The nation had a chance to retire a tried and failed administration, but did not. Two elderly northerners with huge baggages squared up in 2019.The votes gave Buhari a second term, and an invaluable opportunity to make amends, particularly for northern voters who made the difference with numbers and faith that more time was needed to realize the Buhari magic. The votes were right, the voters were wrong. Everything that was wrong in his first term got worse in his second term. The voices against the failure to stem new threats to citizens, in addition to the survival and even resurgence of Boko Haram, a crumbling economy and a leadership run by people you can count on one hand gave the impression of a leadership that had no plans or intention to change its style or substance. You got the distinct impression that President Buhari  was deeply averse to change of any type, a betrayal of the widespread  belief that the promise to affect positive change in the lives of citizens and the fortunes of a nation fighting on many fronts was singularly responsible for his two victories.

Things only get worse when leadership  does  little or nothing to address serious problems , or locks itself up and governs with tired statements from hired hands. And they did. The nation’s security challenges grew. A pandemic wrought havoc on an economy that was hanging precariously on export of crude oil whose prices collapsed. One or two key players in a severely limited administration died. Bandits, kidnappers, robbers, sundry criminals in urban centers and insurgents took up more space in the lives of citizens. Elderly Nigerians raised voices against each other and began to issue dire threats on the future of the nation unless major changes in its structure are not affected. Groups and regions drifted apart, the young vented its frustrations through social media in such unrestrained manner that saner Nigerians would switch off the possibility of a future of the nation with this generation.
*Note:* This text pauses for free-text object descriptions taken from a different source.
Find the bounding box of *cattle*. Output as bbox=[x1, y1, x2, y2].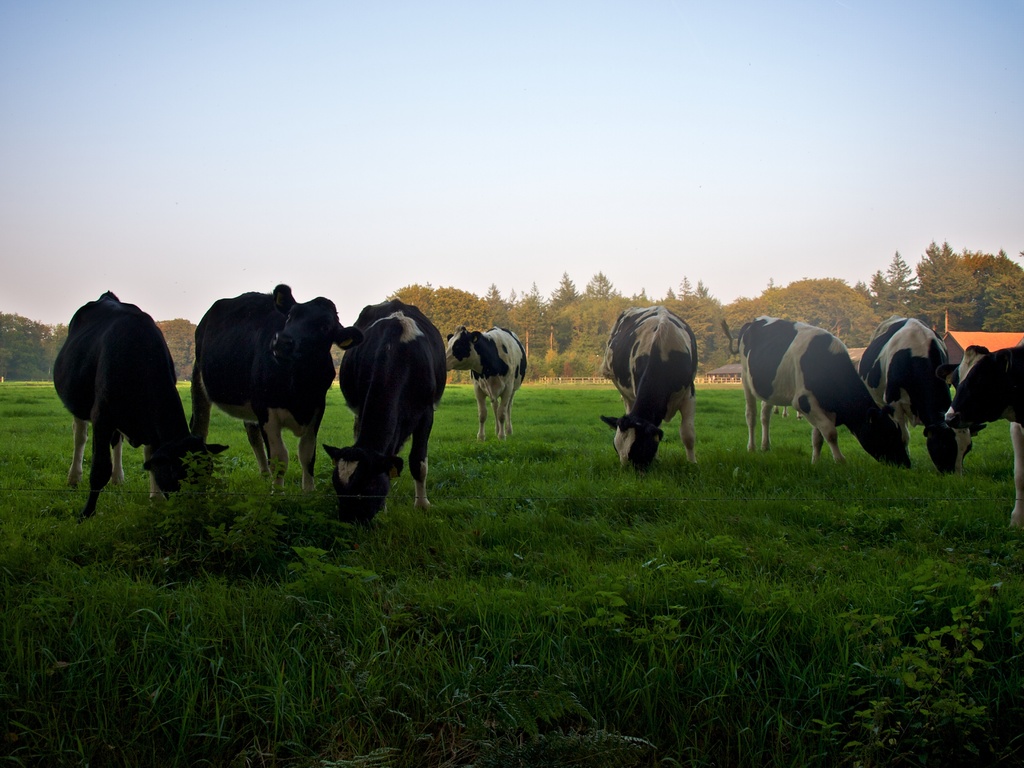
bbox=[442, 328, 528, 440].
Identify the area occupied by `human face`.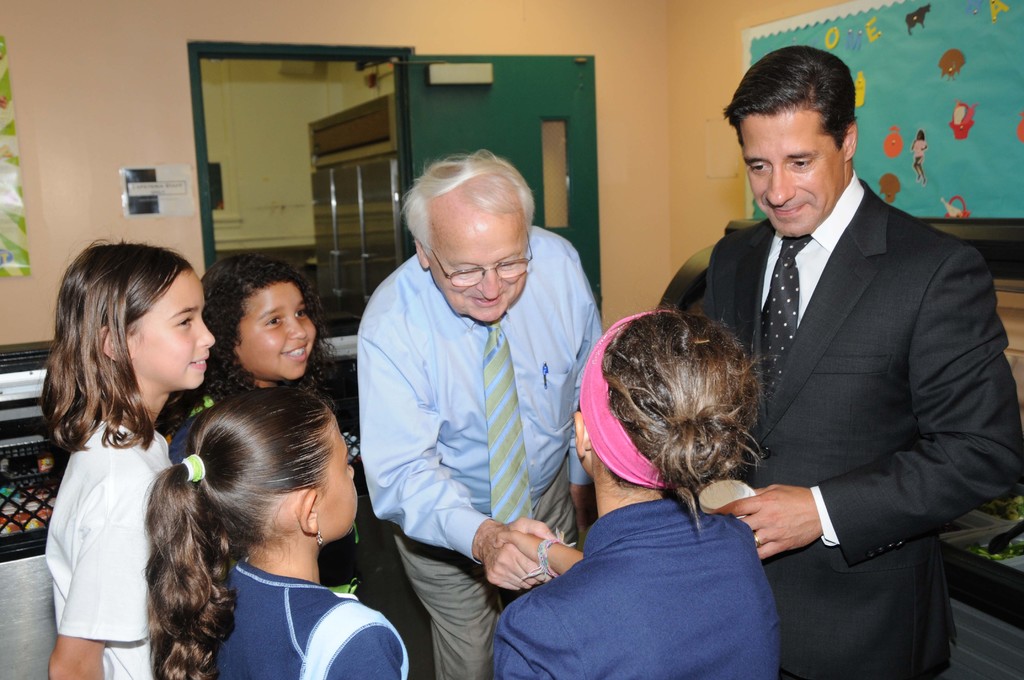
Area: left=239, top=279, right=314, bottom=376.
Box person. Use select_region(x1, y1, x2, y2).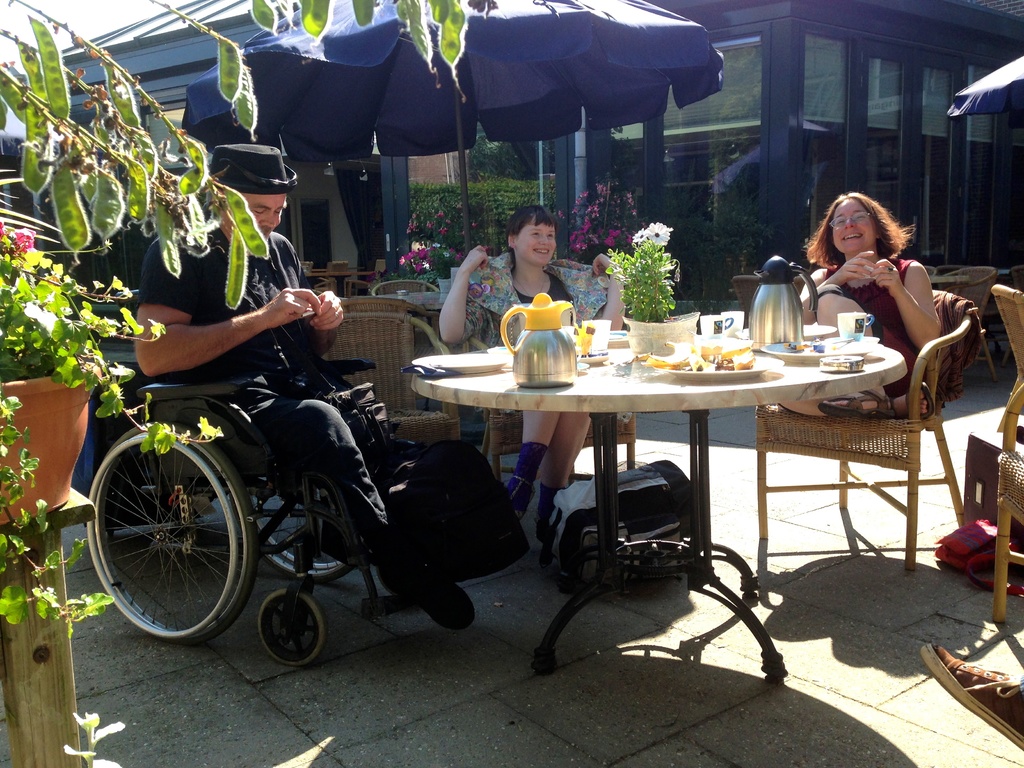
select_region(436, 207, 630, 549).
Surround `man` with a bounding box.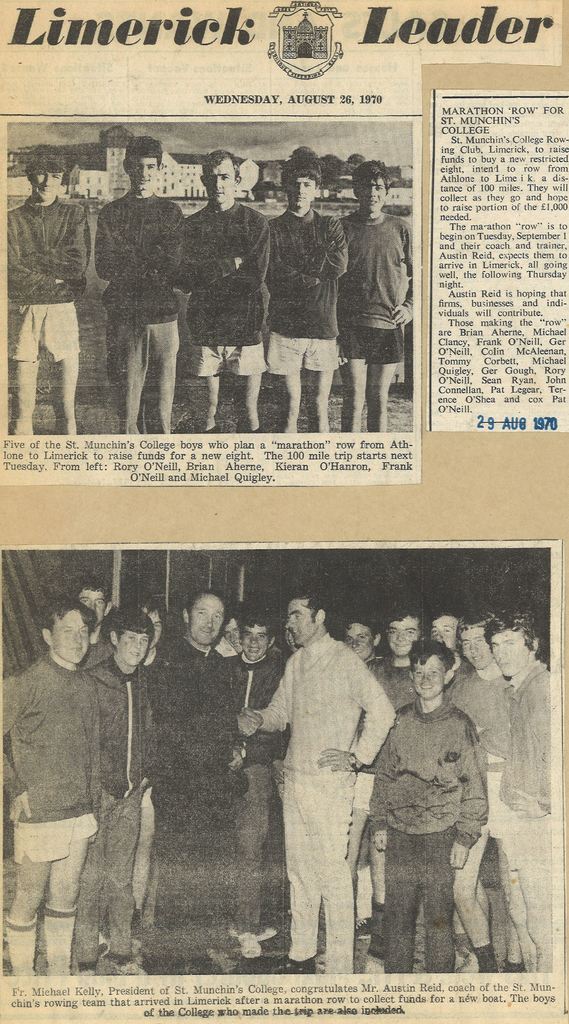
bbox=(240, 600, 396, 955).
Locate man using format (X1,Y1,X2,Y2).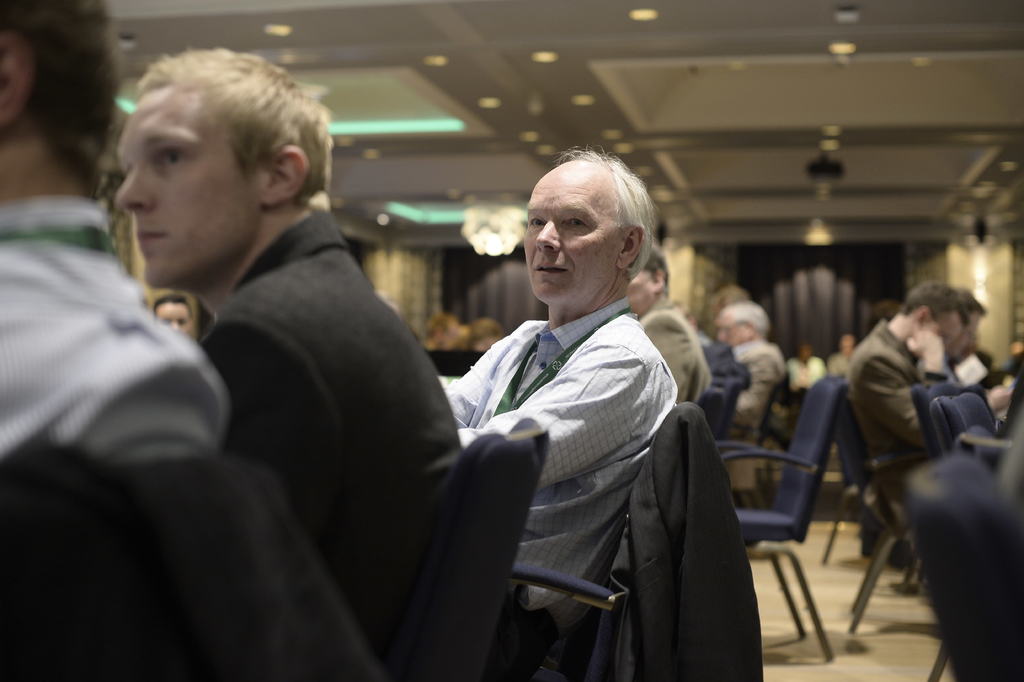
(716,299,791,483).
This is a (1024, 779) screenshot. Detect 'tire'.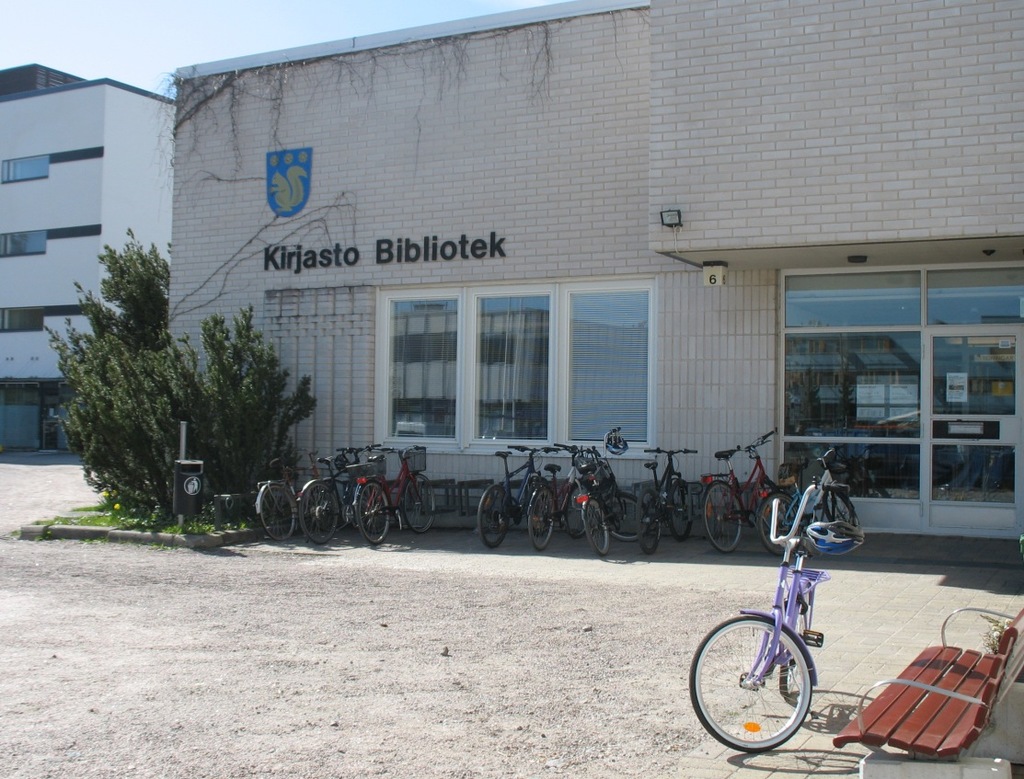
[354,482,387,544].
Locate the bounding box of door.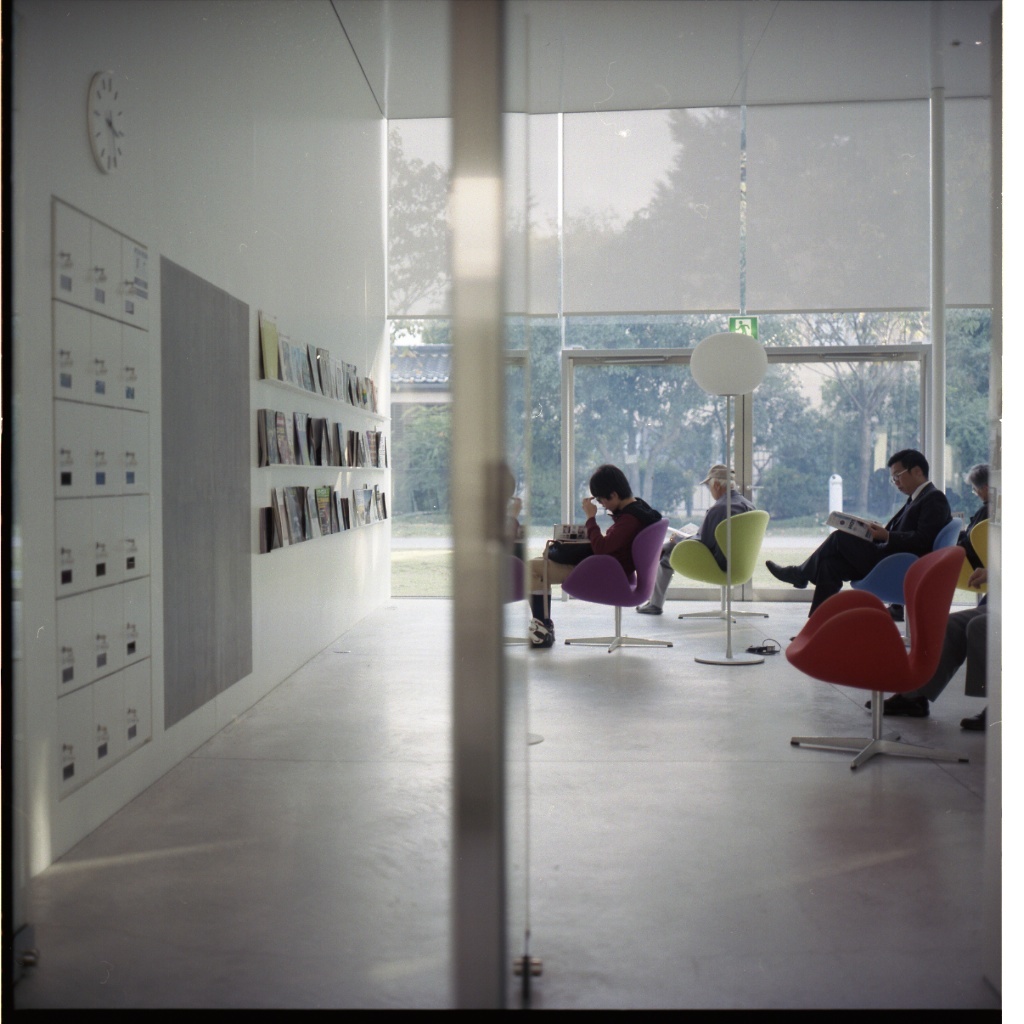
Bounding box: region(494, 0, 543, 1011).
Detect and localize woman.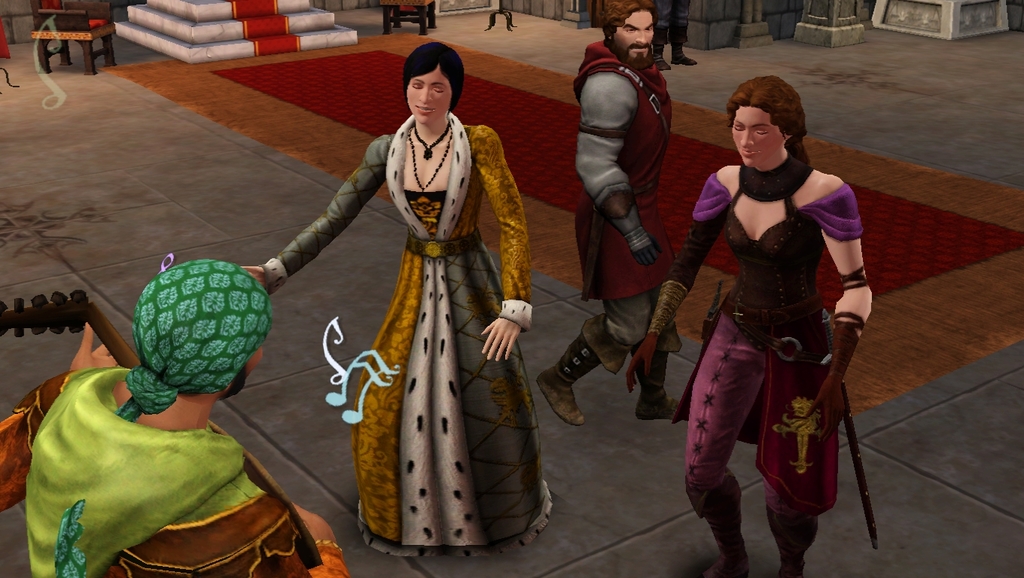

Now I resume at a very sad moment in the life of a country I took a break to help fix. I always had an identity, but now my identity is more pronounced. My name alone determines responses to what I write.I am also more sensitive to the vulnerability of my identity, my region and a nation I still have strong faith in. I am active in geo-politics, the type that allows you to work with elders from all parts of Nigeria today, and quarrel like perfect strangers tomorrow. I am part of an emerging consensus that it is dangerous to assume the survival of our nation only on the say-so of a few people in leadership positions who cannot say anything else to citizens operating under major stresses that make softer options attractive. I am part of many initiatives to re-visit our foundations as a nation; lower the hostility against each other; re-invent dialogue and negotiation as political tools and improve elite cohesion and popular support for serious changes in the manner the nation is structured, governed and secured. I find myself in the midst of a raging debate on what is the right approach to amending the constitution; which part of the country should “produce” the next President;  if there will be an election in 2023 if the nation does not restructure, and other weighty issues.

      Now that I am back, I hope to share these with you.